I was watching Janis Joplin in “Festival Express” recently. She was cathartic. I don’t think she knew how to hold anything back. Performing for her seemed like an all-or-nothing thing. I was thinking how other blues singers “know” that they’re putting on a show. They’re not faking it, but they know it’s a show, they save a bit of themselves, in the best sense. They deliver the message without hurting themselves irreparably. I get the feeling Janis was really going through hell up there, even if the release and catharsis felt good to her.
Performance used to be catharsis for me, too. If I didn’t go through something real, if it didn’t somehow hurt, then it hadn’t felt or been real. I needed to break through, or break, something. Performing was about salvation, breaking myself so that I could be real. I had no other way of being true to me.
Nowadays, performance for me is about being present, being real. I no longer have to go through primal therapy onstage. I don’t have to sweat to be a good performer, tear my vocal chords raw or make my fingers bleed. And I’m not knocking what I used to do, those days had a special something to them. What would rock and roll be without sweat? And I don’t mean to say I hold back now. I simply take care of myself. I give from a quieter place. I feel like now I “give” more, whereas before the performance was about me gaining release, and appreciation. Now it’s about giving of myself to an audience.
I went to a harpsichord recital a couple weeks ago, Davitt Moroney at UC Berkeley.

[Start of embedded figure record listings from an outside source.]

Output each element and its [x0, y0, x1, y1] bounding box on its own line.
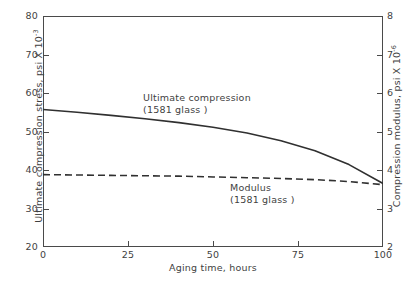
x-axis-tick-label: 75: [283, 250, 313, 260]
y-axis-left-tick: [44, 170, 49, 171]
x-axis-tick-label: 50: [198, 250, 228, 260]
y-axis-left-tick: [44, 132, 49, 133]
figure: 8070605040302087654320255075100 Ultimate…: [0, 0, 419, 283]
y-axis-right-tick: [377, 132, 382, 133]
x-axis-tick-label: 100: [368, 250, 398, 260]
y-axis-left-tick: [44, 209, 49, 210]
annotation-ultimate-compression: Ultimate compression (1581 glass ): [143, 92, 251, 116]
annotation-ultimate-compression-line2: (1581 glass ): [143, 104, 251, 116]
y-axis-right-title-text: Compression modulus, psi X 10: [391, 52, 402, 208]
y-axis-right-tick: [377, 55, 382, 56]
x-axis-tick: [213, 241, 214, 246]
y-axis-right-tick: [377, 209, 382, 210]
y-axis-right-tick: [377, 93, 382, 94]
x-axis-tick: [298, 241, 299, 246]
x-axis-title: Aging time, hours: [143, 262, 283, 273]
y-axis-right-tick-label: 8: [387, 11, 413, 21]
series-ultimate-compression: [43, 110, 383, 184]
y-axis-right-title: Compression modulus, psi X 10-6: [390, 26, 402, 226]
annotation-modulus-line1: Modulus: [230, 182, 295, 194]
y-axis-left-title-text: Ultimate compression stress, psi X 10: [33, 36, 44, 223]
x-axis-tick-label: 0: [28, 250, 58, 260]
series-modulus: [43, 175, 383, 185]
annotation-ultimate-compression-line1: Ultimate compression: [143, 92, 251, 104]
y-axis-left-title: Ultimate compression stress, psi X 10-3: [32, 26, 44, 226]
y-axis-left-title-exponent: -3: [32, 29, 40, 36]
y-axis-left-tick-label: 80: [12, 11, 38, 21]
y-axis-left-tick: [44, 55, 49, 56]
y-axis-right-title-exponent: -6: [390, 45, 398, 52]
annotation-modulus: Modulus (1581 glass ): [230, 182, 295, 206]
y-axis-right-tick: [377, 170, 382, 171]
annotation-modulus-line2: (1581 glass ): [230, 194, 295, 206]
plot-data-area: [43, 16, 383, 247]
x-axis-tick: [128, 241, 129, 246]
y-axis-left-tick: [44, 93, 49, 94]
x-axis-tick-label: 25: [113, 250, 143, 260]
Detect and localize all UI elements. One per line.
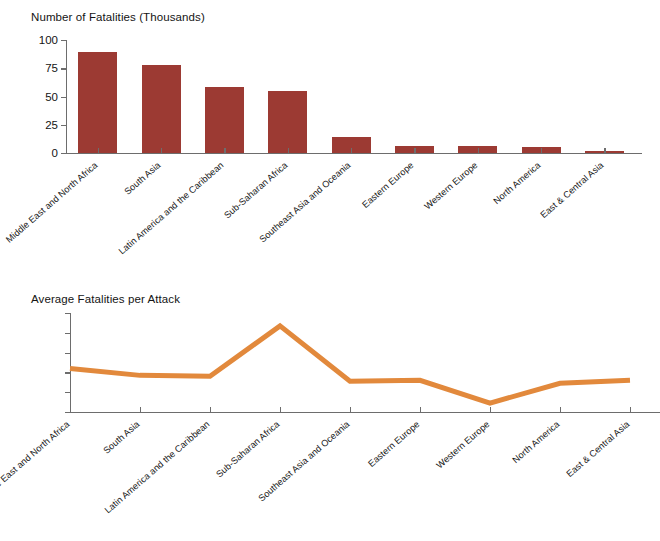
- line-chart-x-tick: [140, 407, 141, 412]
- line-chart-x-tick: [560, 407, 561, 412]
- line-chart-x-tick: [70, 407, 71, 412]
- line-chart-x-tick: [490, 407, 491, 412]
- line-chart-x-tick: [210, 407, 211, 412]
- line-chart-x-tick: [630, 407, 631, 412]
- line-chart-x-tick: [420, 407, 421, 412]
- line-path: [70, 326, 630, 403]
- line-chart-x-tick: [280, 407, 281, 412]
- line-chart-x-tick: [350, 407, 351, 412]
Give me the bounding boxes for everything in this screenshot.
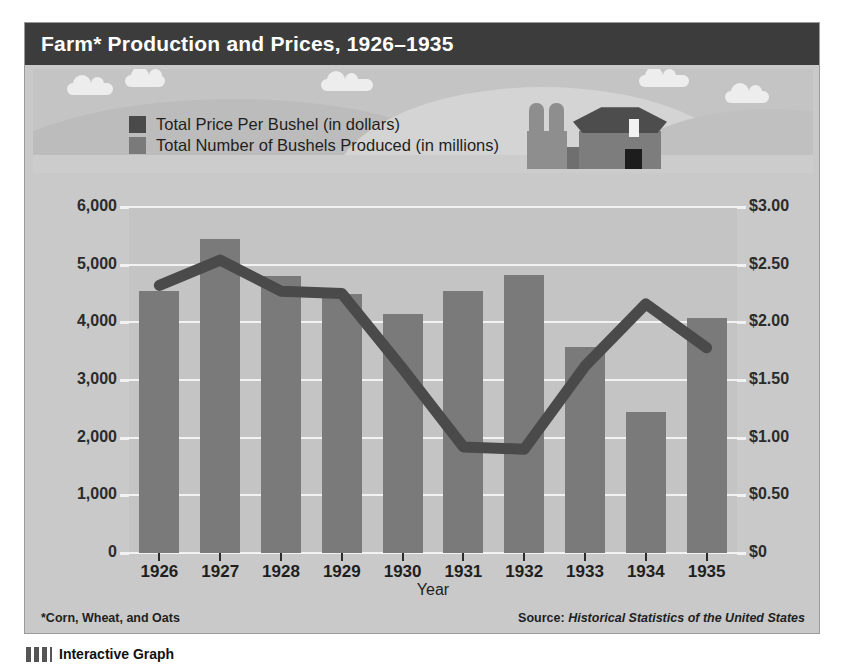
y-axis-left-tick: 3,000 <box>33 370 117 388</box>
x-axis-label-1928: 1928 <box>251 562 312 582</box>
y-axis-right-tickmark <box>737 552 746 555</box>
plot-area: 6,0005,0004,0003,0002,0001,0000 $3.00$2.… <box>33 173 813 593</box>
plot-canvas <box>129 207 737 553</box>
film-strip-icon <box>26 647 52 662</box>
barn-door <box>625 149 642 169</box>
x-axis-tickmark <box>341 553 343 561</box>
x-axis-tickmark <box>280 553 282 561</box>
interactive-graph-caption[interactable]: Interactive Graph <box>26 646 174 662</box>
source-note: Source: Historical Statistics of the Uni… <box>518 611 805 625</box>
chart-figure: Farm* Production and Prices, 1926–1935 <box>24 22 820 634</box>
price-line <box>159 260 706 449</box>
y-axis-left-tickmark <box>120 321 129 324</box>
legend-label: Total Number of Bushels Produced (in mil… <box>156 136 499 155</box>
legend-swatch-icon <box>129 137 146 154</box>
x-axis-label-1933: 1933 <box>555 562 616 582</box>
source-title: Historical Statistics of the United Stat… <box>568 611 805 625</box>
barn-window <box>629 119 639 137</box>
silo-icon <box>529 103 544 169</box>
x-axis-title: Year <box>129 581 737 599</box>
y-axis-right-tickmark <box>737 264 746 267</box>
cloud-icon <box>725 91 769 103</box>
caption-label: Interactive Graph <box>59 646 174 662</box>
y-axis-left-tick: 5,000 <box>33 255 117 273</box>
source-prefix: Source: <box>518 611 565 625</box>
chart-title-bar: Farm* Production and Prices, 1926–1935 <box>25 23 820 65</box>
cloud-icon <box>67 83 113 95</box>
x-axis-tickmark <box>462 553 464 561</box>
chart-legend: Total Price Per Bushel (in dollars) Tota… <box>129 115 499 157</box>
x-axis-label-1932: 1932 <box>494 562 555 582</box>
y-axis-right-tickmark <box>737 321 746 324</box>
x-axis-label-1935: 1935 <box>676 562 737 582</box>
cloud-icon <box>639 75 689 87</box>
x-axis-tickmark <box>523 553 525 561</box>
x-axis-label-1926: 1926 <box>129 562 190 582</box>
ground-shape <box>33 155 813 173</box>
x-axis-tickmark <box>219 553 221 561</box>
barn-icon <box>579 131 661 169</box>
x-axis-label-1934: 1934 <box>615 562 676 582</box>
y-axis-left-tickmark <box>120 494 129 497</box>
x-axis-label-1930: 1930 <box>372 562 433 582</box>
y-axis-right-tick: $2.50 <box>749 255 820 273</box>
x-axis-label-1927: 1927 <box>190 562 251 582</box>
y-axis-left-tickmark <box>120 552 129 555</box>
page-title: Farm* Production and Prices, 1926–1935 <box>41 32 454 56</box>
y-axis-left-tick: 6,000 <box>33 197 117 215</box>
x-axis-tickmark <box>645 553 647 561</box>
y-axis-right-tick: $1.50 <box>749 370 820 388</box>
y-axis-left-tickmark <box>120 379 129 382</box>
footnote: *Corn, Wheat, and Oats <box>41 611 180 625</box>
y-axis-left-tick: 4,000 <box>33 312 117 330</box>
chart-screenshot: Farm* Production and Prices, 1926–1935 <box>0 0 845 666</box>
x-axis-labels: 1926192719281929193019311932193319341935 <box>129 559 737 583</box>
legend-item-price: Total Price Per Bushel (in dollars) <box>129 115 499 134</box>
x-axis-tickmark <box>706 553 708 561</box>
y-axis-right-tick: $3.00 <box>749 197 820 215</box>
y-axis-right-tick: $1.00 <box>749 428 820 446</box>
line-series <box>129 207 737 553</box>
y-axis-right-tickmark <box>737 379 746 382</box>
legend-item-bushels: Total Number of Bushels Produced (in mil… <box>129 136 499 155</box>
y-axis-left-tickmark <box>120 206 129 209</box>
legend-label: Total Price Per Bushel (in dollars) <box>156 115 400 134</box>
y-axis-left-tick: 0 <box>33 543 117 561</box>
y-axis-left-tickmark <box>120 437 129 440</box>
y-axis-right-tick: $2.00 <box>749 312 820 330</box>
x-axis-tickmark <box>584 553 586 561</box>
cloud-icon <box>321 79 373 91</box>
y-axis-right-tick: $0 <box>749 543 820 561</box>
y-axis-right-tickmark <box>737 437 746 440</box>
x-axis-tickmark <box>158 553 160 561</box>
y-axis-left-tick: 2,000 <box>33 428 117 446</box>
x-axis-tickmark <box>402 553 404 561</box>
cloud-icon <box>125 75 165 87</box>
y-axis-right-tickmark <box>737 206 746 209</box>
y-axis-right-tick: $0.50 <box>749 485 820 503</box>
y-axis-left-tick: 1,000 <box>33 485 117 503</box>
x-axis-label-1931: 1931 <box>433 562 494 582</box>
y-axis-right-tickmark <box>737 494 746 497</box>
silo-icon <box>549 103 564 169</box>
legend-swatch-icon <box>129 116 146 133</box>
y-axis-left-tickmark <box>120 264 129 267</box>
x-axis-label-1929: 1929 <box>311 562 372 582</box>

He has chops to burn, one of the most respected harpsichordists in the world. But there was no flash on display, no pyrotechnics, nothing virtuosic. He attended to the music, he made it clear, and he had tremendous patience, giving each note all the time it needed to sing out. The attention to what the music needed was stunning. I suppose that’s more of where I’m at these days. My “Janis” days are behind me. Now I aspire to the kind of musicality of a Davitt Moroney. Rock and roll, baroque music, it’s all music, eh? I would love to witness some sweaty, cathartic Baroque music – that would be pretty damn cool.